Nursing and Midwifery Council determination — review hearing
Struck off the register
The regulator’s term: erasure
What does “struck off the register” mean?
Being struck off (the regulator calls this "erasure") removes the practitioner from the register. They are no longer permitted to practise this profession in the UK. Erasure can be reviewed after a minimum of five years, but is otherwise indefinite.
Concerning Gines Nsamba Mabonzo Younga, nurse (Nursing and Midwifery Council 06A1231E).
Decision date: 17 March 2026 · Hearing started 17 March 2026
In plain English
The NMC's Fitness to Practise Committee directed a striking-off order against Gines Nsamba Mabonzo Younga, a registered nurse and health visitor from Plymouth, on 17 March 2026 at a substantive order review meeting. She had been on a conditions of practice order over safeguarding and record-keeping failures from late 2019 in her health visitor role, including failing to investigate or escalate an injury to a child, not recognising faltering growth as a safeguarding concern, and inaccurate clinical records. The panel concluded she had shown limited insight and not engaged with remediation, and the striking-off order will take effect on 26 April 2026.
Charges
The original charges proved at the substantive hearing concerned safeguarding and record-keeping failures while Mrs Younga worked as a health visitor: having been informed on 28 November 2019 that Child A had sustained an injury, she failed to investigate, assess for possible neglect or abuse, escalate to Child Protection Services, report to social care, contact a paediatrician, seek supervisor advice, or accurately record the injury location. She failed to recognise Child A's faltering growth as a safeguarding issue and failed to access clinical supervision. On 1 October 2019 she inaccurately recorded in Child B's notes that a piece of sponge was found in Child B's uterus. Between September and December 2019 she repeatedly failed to comply with employer record-keeping policy and failed to ensure her electronic and paper diaries were compatible. She failed to record meetings concerning Child F.
Findings
The panel found Mrs Younga's fitness to practise remains impaired. The panel concluded her insight remained limited and self-focussed, that she had not provided a reflective piece or testimonial as suggested by previous panels, that she had referred to her conduct as 'a mistake' despite the charges being similar repeated incidents over a period of time, and that she had failed to address how she would do things differently in future or the most serious safeguarding charges. The panel determined a continuing finding of impairment was required on both public protection and public interest grounds.
Source
All facts on this page are drawn from the publicly published Nursing and Midwifery Council determination linked below. MedicWatch does not editorialise the regulator’s findings.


Task directions. Reproduce word for word every line from the one containing "Detect tree. Return" to the final line of the data below; omit the pictures.

Source records.
※ ※ ※

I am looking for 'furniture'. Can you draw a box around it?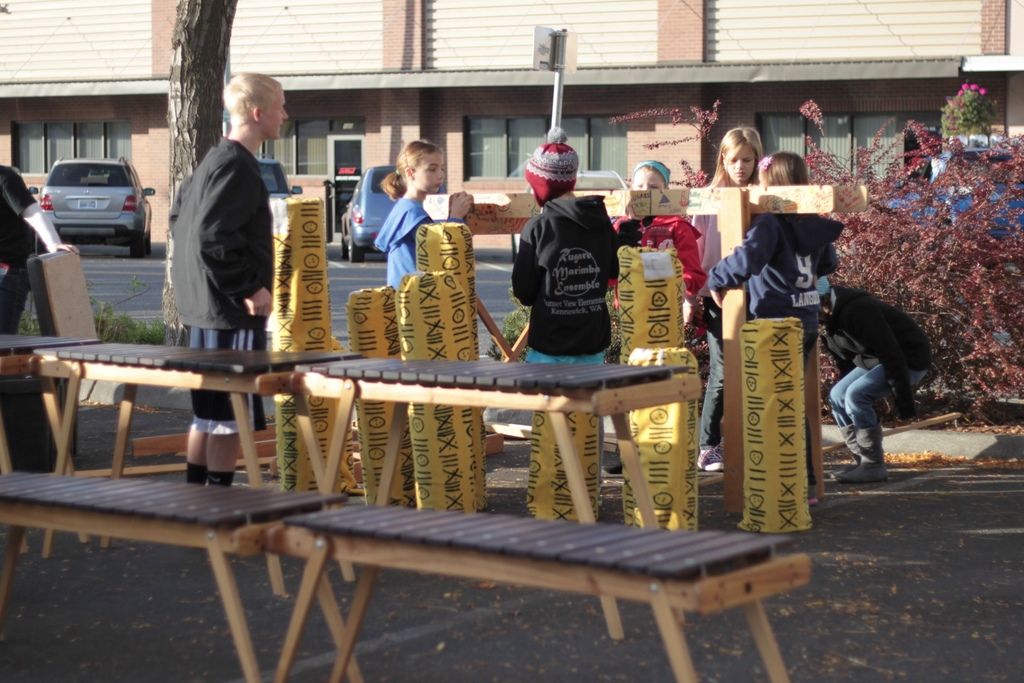
Sure, the bounding box is pyautogui.locateOnScreen(0, 332, 97, 554).
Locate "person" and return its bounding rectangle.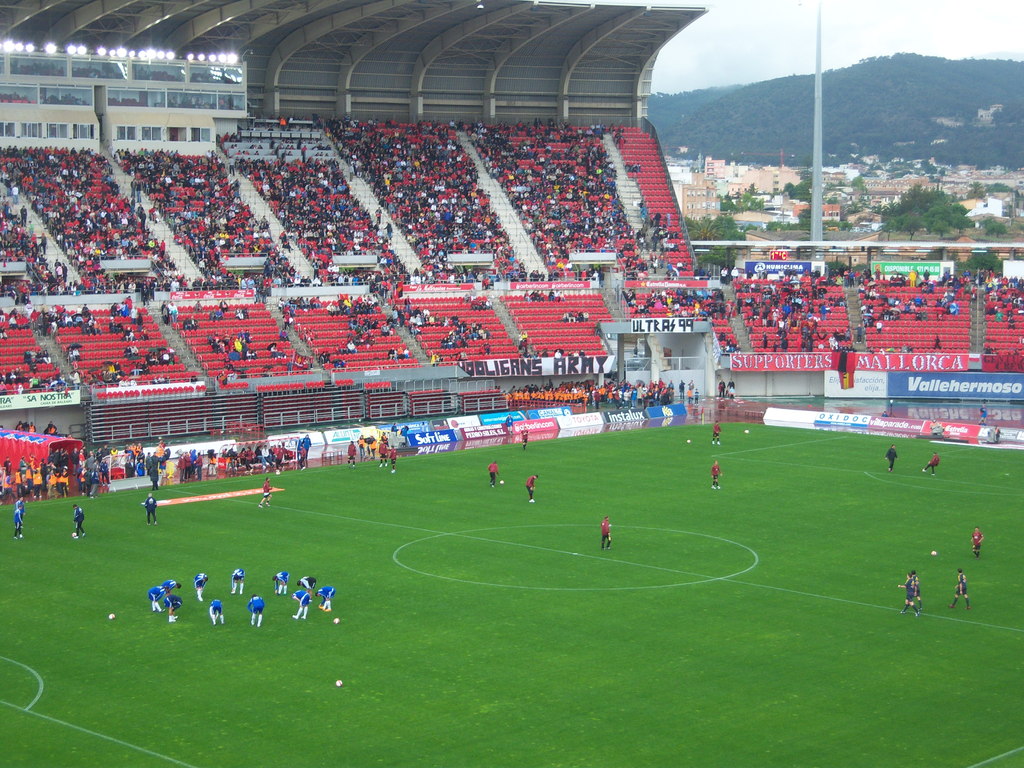
x1=710, y1=458, x2=721, y2=489.
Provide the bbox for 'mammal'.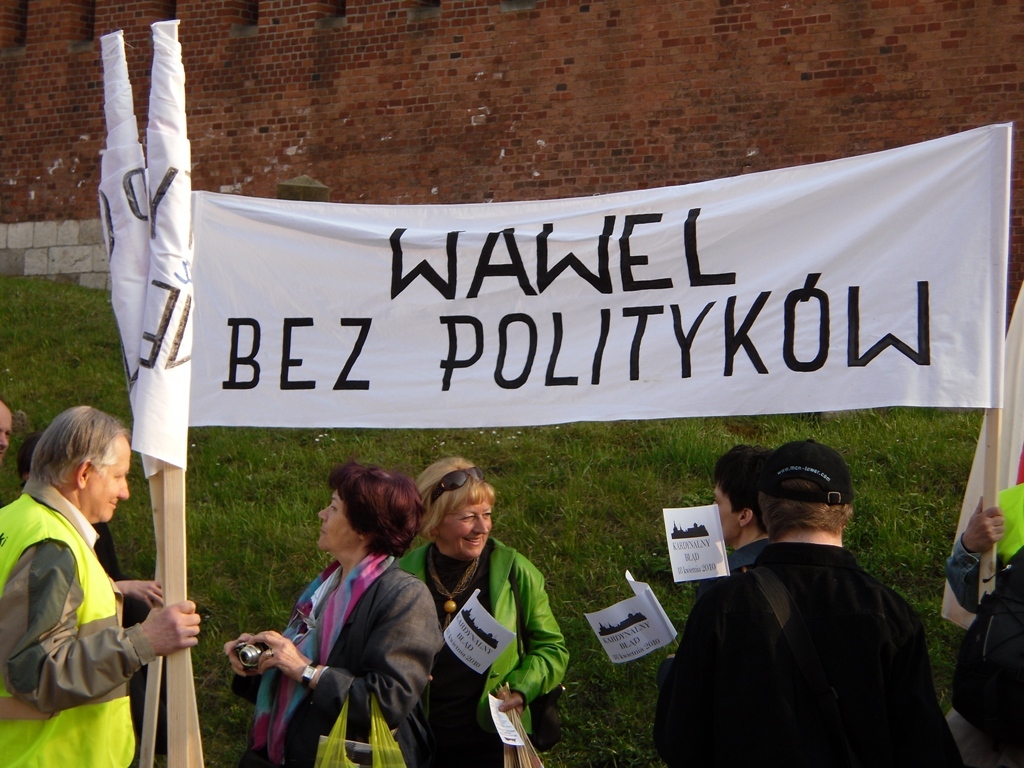
rect(8, 431, 162, 721).
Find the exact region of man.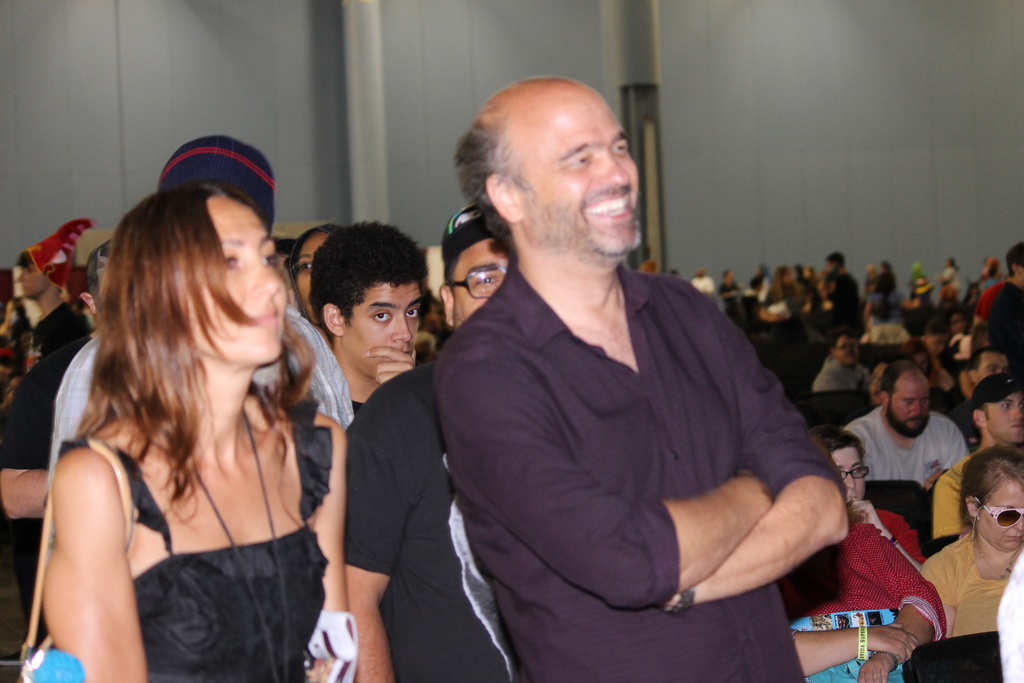
Exact region: <box>345,201,519,682</box>.
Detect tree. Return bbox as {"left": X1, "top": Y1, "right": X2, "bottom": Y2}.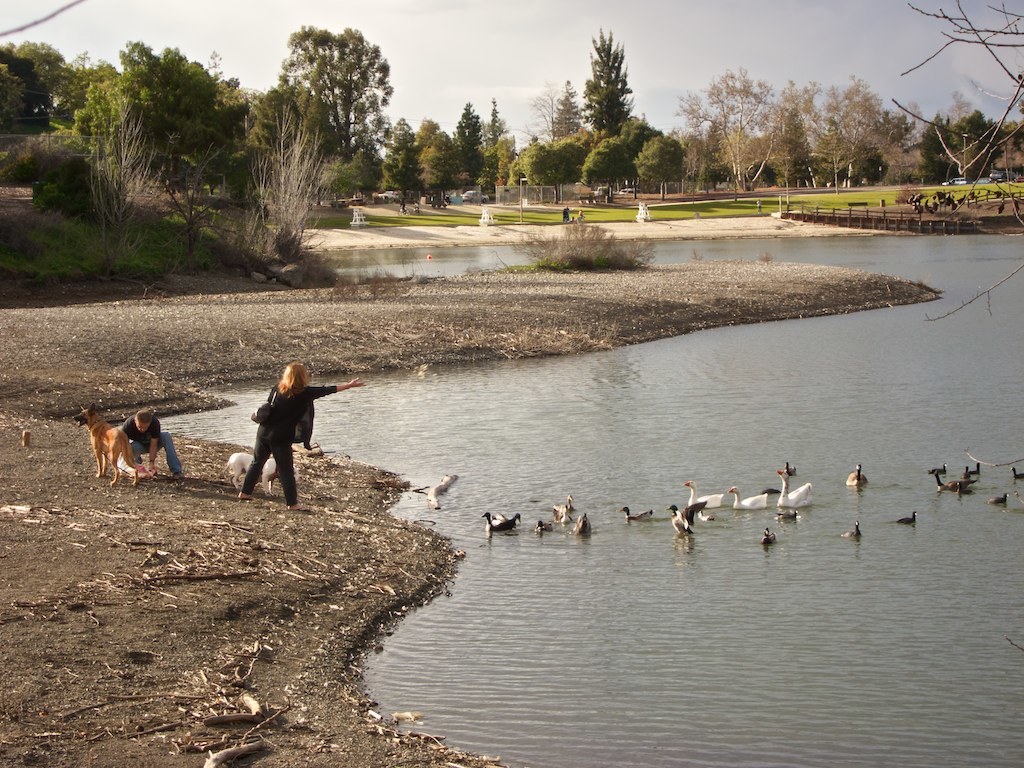
{"left": 55, "top": 56, "right": 116, "bottom": 114}.
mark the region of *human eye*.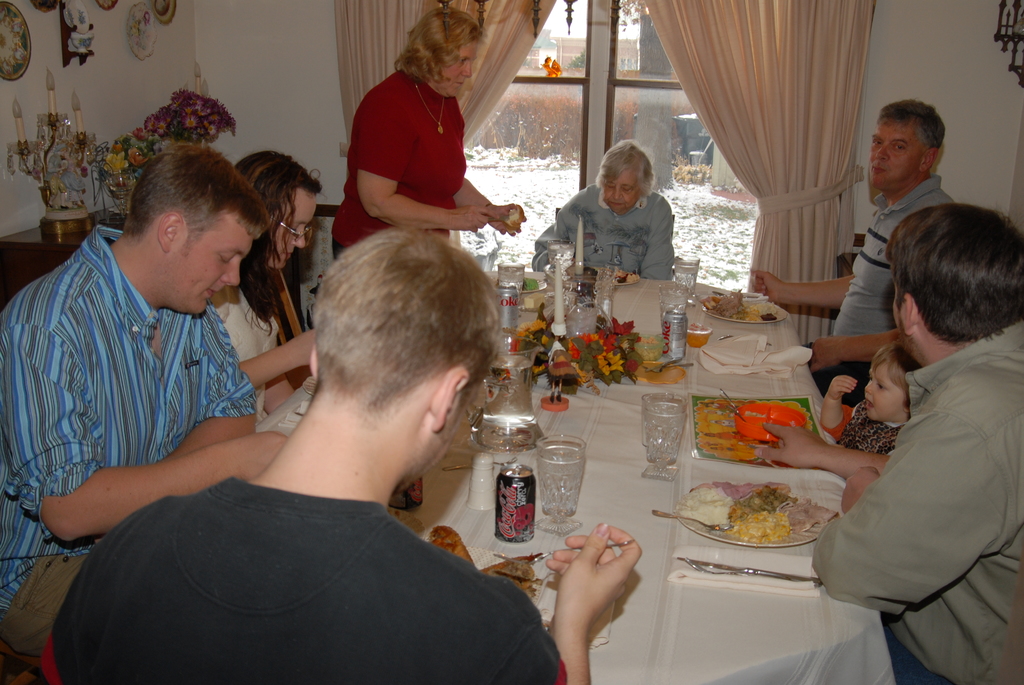
Region: l=863, t=370, r=873, b=384.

※ ※ ※

Solution.
Detect tree. Return bbox as {"left": X1, "top": Y1, "right": X2, "bottom": Y2}.
{"left": 55, "top": 56, "right": 116, "bottom": 114}.
mark the region of *human eye*.
Region: l=863, t=370, r=873, b=384.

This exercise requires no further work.